Jack McKey is a man who hails from Valdosta, Georgia. He has never lived in one place very long and has spent much of his life traveling across America. He worked to develop Georgia’s first two canoe trails and continued his work south to help develop 14 more trails with Flordia’s Department of Natural Resources. He was hired on at one point to help manage the 87,000-acre Glasscock Ranches in Texas, and also served as Captain of a commercial fishing vessel. McKey, who has extensive work experience outdoors, is also an adept writer.

     During the ‘60s and ‘70s, McKey was a member of the Outdoor Writer’s Association of America, worked as an editor with the Southern Sportsman Journal and also struck out on his own as a freelance photographer, columnist, artist and cartoonist for other outdoor publications.

     ABAC students Randie Sumner and Jessie Shiflett spent their summer semester working as interns on a documentary about McKey that took them on a journey across the United States. Their goal was to gather interviews with people who knew of McKey and his work in hopes of better understanding the man who is now in his 70s. McKey has devoted much of his life to the research and development of Native American and naturalistic technology. His immersive research has led him to develop and recreate multiple artifacts: spears, clubs, harpoons, atlatls, arrows, canoes, clothes and bighorn sheep bows, that he uses as visual aids when teaching others.

     McKey, a man who some have referred to as a renaissance man, is what Hazen Audel, of National Geographic’s show “Primal Survivor,” refers to as a maker: a person that has “been living off the land” and “knows how to maximize everything out of their environment.” Sumner and Shiflett were able to record McKey meeting Audel at his home in Spokane, Wash. for the first time this summer. Audel has spent much of his youth living and traveling in foreign countries, has immersed himself in the culture of makers who live off the land.

Photo of ABAC students at Chief Mountain by Catherine Guerrero.

     Throughout his travels, Audel has amassed a private collection of handmade bows, baskets and backpacks that he claims not many will understand. For this reason, Audel was slow to show McKey his collection. The two quickly hit it off. As McKey and Audel began going through the private collection, the modern world seemed to fall away as the two engaged one another about the skill and craftsmanship that went into the shaping of a bow or weave pattern of a backpack.

     Ken Wee is an expert in primitive bow making, who lives in Boulder, Colorado, and first heard of McKey in the ‘80s from a mentor of his. Wee was supposed to meet him at a primitive gathering then but was unable to when McKey’s flight was canceled. Wee was unable to meet McKey during this summer, but he was able to tell Sumner and Shiflett about a time when Mckey harvested three bison with a sheep horn bow from horseback. Wee went on to say that it is rare to find a person with as much knowledge and experience crafting sheep horn bows as Mckey, and was excited to hear that Mckey was still showcasing his work. During the spring of 2019, McKey showcased some of his work during a presentation at the Georgia Museum of Agriculture and Historic Village (GMA). The event was so popular that McKey will be returning to the GMA during the summer of 2020 with a month-long exhibit of his work.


- **The problem**
Produce as output only the lines below starting at the line with "Describe the element at coordinates (517, 13)" and continuing through the line with "Image resolution: width=1565", each one exactly as written.

- **Entries shown**
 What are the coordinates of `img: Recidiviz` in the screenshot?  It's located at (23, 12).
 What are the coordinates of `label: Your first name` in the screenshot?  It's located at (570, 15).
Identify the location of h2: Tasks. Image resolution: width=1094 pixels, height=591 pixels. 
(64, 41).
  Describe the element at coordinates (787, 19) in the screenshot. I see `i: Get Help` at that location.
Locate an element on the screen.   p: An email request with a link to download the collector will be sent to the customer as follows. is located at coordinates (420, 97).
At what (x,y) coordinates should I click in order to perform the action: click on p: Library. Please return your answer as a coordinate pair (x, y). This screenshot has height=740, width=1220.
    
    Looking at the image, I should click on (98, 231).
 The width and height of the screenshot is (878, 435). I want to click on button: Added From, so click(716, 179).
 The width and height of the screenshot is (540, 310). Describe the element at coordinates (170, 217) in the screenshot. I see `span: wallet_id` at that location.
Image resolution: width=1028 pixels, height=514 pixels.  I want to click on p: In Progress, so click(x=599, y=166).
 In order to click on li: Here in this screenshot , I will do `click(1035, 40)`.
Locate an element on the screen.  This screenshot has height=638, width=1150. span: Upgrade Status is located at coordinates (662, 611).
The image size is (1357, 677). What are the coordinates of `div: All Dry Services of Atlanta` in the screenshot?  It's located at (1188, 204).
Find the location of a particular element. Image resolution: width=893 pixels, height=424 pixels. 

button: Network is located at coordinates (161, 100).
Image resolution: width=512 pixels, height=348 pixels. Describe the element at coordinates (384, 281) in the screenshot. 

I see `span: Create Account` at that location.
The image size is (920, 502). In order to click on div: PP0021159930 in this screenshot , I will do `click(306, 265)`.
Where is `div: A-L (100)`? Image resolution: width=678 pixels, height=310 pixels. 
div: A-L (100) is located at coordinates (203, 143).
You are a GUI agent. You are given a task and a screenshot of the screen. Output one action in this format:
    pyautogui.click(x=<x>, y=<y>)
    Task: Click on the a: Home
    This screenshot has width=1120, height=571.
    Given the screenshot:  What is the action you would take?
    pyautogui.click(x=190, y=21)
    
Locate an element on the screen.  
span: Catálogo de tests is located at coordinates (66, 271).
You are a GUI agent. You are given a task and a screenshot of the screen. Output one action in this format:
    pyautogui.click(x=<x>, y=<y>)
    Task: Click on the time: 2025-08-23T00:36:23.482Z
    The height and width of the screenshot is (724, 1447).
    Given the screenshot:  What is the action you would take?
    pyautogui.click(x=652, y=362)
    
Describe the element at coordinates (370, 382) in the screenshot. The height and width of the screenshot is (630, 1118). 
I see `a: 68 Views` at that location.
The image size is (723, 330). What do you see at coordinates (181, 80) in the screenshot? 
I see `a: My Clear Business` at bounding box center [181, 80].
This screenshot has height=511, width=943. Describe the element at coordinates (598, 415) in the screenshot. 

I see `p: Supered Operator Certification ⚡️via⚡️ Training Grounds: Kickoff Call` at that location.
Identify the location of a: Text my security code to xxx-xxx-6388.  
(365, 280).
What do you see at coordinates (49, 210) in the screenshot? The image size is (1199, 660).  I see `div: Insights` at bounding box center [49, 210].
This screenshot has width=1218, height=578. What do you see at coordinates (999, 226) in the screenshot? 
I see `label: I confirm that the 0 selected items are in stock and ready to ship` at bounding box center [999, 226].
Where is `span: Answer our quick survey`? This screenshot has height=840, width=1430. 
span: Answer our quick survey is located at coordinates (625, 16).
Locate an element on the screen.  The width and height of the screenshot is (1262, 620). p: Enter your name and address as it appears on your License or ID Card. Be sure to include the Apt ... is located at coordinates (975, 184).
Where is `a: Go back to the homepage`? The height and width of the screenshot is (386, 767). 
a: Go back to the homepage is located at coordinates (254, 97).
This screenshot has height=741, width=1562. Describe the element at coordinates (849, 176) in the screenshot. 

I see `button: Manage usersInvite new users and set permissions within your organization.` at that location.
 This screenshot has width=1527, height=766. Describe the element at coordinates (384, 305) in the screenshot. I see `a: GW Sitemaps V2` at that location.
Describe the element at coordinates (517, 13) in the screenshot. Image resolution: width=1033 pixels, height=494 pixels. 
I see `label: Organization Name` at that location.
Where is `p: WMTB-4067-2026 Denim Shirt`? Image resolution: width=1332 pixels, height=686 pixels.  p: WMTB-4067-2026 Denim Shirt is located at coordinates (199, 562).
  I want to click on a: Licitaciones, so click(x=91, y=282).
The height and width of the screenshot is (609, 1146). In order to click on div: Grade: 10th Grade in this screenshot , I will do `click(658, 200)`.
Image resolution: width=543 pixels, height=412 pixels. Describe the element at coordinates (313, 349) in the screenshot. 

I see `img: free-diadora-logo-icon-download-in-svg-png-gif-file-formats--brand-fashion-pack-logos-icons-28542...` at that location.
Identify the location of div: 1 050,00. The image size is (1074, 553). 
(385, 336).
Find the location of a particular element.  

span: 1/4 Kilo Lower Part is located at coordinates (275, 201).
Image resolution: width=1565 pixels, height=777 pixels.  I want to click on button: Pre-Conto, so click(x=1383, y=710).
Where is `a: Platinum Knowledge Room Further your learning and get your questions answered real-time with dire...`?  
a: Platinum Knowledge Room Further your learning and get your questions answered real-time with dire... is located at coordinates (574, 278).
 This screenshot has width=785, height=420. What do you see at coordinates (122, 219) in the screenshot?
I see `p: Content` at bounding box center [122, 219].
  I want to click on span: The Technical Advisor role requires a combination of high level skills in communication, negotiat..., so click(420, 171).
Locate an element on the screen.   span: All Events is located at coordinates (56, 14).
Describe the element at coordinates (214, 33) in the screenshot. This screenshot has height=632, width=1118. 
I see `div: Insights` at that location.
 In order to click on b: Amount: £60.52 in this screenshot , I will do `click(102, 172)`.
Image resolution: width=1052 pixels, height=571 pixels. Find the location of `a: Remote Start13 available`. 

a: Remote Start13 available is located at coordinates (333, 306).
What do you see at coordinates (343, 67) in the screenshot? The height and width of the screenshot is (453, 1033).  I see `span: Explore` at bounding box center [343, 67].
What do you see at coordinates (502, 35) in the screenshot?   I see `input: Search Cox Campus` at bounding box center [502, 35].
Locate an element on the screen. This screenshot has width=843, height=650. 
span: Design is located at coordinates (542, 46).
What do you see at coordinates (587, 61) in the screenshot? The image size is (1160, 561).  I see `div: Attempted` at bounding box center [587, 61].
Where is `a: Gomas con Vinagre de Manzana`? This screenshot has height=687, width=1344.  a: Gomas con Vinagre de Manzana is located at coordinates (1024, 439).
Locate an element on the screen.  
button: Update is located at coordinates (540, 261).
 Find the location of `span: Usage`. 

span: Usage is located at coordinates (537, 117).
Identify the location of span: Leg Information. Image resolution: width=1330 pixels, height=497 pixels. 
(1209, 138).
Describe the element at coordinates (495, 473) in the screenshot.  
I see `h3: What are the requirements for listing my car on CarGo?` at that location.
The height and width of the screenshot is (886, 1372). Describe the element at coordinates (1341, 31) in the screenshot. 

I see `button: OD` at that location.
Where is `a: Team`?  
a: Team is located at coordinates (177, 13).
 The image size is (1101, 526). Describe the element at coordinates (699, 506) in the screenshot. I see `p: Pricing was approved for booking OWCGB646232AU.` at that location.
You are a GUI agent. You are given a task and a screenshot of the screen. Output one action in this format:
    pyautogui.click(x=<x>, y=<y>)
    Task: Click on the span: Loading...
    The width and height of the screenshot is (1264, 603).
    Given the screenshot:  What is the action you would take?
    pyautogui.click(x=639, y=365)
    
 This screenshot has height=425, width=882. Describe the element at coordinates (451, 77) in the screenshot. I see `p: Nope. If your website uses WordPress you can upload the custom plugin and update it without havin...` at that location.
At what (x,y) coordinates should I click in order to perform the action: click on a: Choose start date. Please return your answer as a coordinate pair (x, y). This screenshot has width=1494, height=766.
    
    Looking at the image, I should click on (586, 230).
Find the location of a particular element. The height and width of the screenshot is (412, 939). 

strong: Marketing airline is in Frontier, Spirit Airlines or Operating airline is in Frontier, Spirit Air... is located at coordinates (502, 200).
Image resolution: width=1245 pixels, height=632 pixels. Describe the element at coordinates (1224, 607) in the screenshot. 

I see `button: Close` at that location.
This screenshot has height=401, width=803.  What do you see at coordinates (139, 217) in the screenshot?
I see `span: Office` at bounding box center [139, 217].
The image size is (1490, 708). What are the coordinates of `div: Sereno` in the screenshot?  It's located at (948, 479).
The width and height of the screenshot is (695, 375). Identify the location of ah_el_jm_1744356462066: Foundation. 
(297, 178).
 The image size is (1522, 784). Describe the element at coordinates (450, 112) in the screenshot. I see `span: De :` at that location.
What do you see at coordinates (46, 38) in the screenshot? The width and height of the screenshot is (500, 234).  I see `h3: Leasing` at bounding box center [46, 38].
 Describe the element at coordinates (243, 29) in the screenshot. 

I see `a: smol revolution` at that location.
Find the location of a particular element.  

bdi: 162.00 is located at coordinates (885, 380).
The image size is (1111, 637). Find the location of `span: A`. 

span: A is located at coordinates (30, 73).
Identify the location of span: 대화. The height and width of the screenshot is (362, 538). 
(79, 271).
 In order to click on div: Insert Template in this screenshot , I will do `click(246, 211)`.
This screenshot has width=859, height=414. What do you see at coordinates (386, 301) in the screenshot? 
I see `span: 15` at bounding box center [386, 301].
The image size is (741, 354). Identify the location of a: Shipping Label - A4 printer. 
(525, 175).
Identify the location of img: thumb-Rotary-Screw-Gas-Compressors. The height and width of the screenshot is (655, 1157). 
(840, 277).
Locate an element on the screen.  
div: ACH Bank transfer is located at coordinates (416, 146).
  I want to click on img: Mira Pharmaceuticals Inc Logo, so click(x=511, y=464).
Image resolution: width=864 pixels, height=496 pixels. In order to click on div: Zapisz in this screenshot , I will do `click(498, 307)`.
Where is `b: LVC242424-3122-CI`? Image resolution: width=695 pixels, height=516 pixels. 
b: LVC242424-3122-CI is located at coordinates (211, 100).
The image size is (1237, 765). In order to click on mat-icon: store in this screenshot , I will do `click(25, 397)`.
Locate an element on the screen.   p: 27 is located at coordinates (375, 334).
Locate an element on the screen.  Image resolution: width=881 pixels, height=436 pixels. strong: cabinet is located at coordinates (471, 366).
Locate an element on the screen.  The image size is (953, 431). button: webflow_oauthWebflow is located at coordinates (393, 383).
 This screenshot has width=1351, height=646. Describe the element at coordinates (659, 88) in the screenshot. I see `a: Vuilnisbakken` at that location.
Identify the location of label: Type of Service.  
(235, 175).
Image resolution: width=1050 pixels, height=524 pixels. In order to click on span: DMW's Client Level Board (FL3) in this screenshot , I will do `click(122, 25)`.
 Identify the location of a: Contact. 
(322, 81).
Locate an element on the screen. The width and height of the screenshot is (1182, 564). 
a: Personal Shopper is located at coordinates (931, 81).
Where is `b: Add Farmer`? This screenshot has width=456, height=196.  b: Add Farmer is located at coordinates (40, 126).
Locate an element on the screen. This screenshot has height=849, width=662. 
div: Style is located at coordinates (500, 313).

- **Task response**
Describe the element at coordinates (517, 13) in the screenshot. Image resolution: width=1033 pixels, height=494 pixels. 
I see `label: Organization Name` at that location.
Where is `p: WMTB-4067-2026 Denim Shirt`? Image resolution: width=1332 pixels, height=686 pixels.  p: WMTB-4067-2026 Denim Shirt is located at coordinates (199, 562).
  I want to click on a: Licitaciones, so click(x=91, y=282).
The height and width of the screenshot is (609, 1146). In order to click on div: Grade: 10th Grade in this screenshot , I will do `click(658, 200)`.
Image resolution: width=543 pixels, height=412 pixels. Describe the element at coordinates (313, 349) in the screenshot. 

I see `img: free-diadora-logo-icon-download-in-svg-png-gif-file-formats--brand-fashion-pack-logos-icons-28542...` at that location.
Identify the location of div: 1 050,00. The image size is (1074, 553). 
(385, 336).
Find the location of a particular element.  

span: 1/4 Kilo Lower Part is located at coordinates (275, 201).
Image resolution: width=1565 pixels, height=777 pixels.  I want to click on button: Pre-Conto, so click(x=1383, y=710).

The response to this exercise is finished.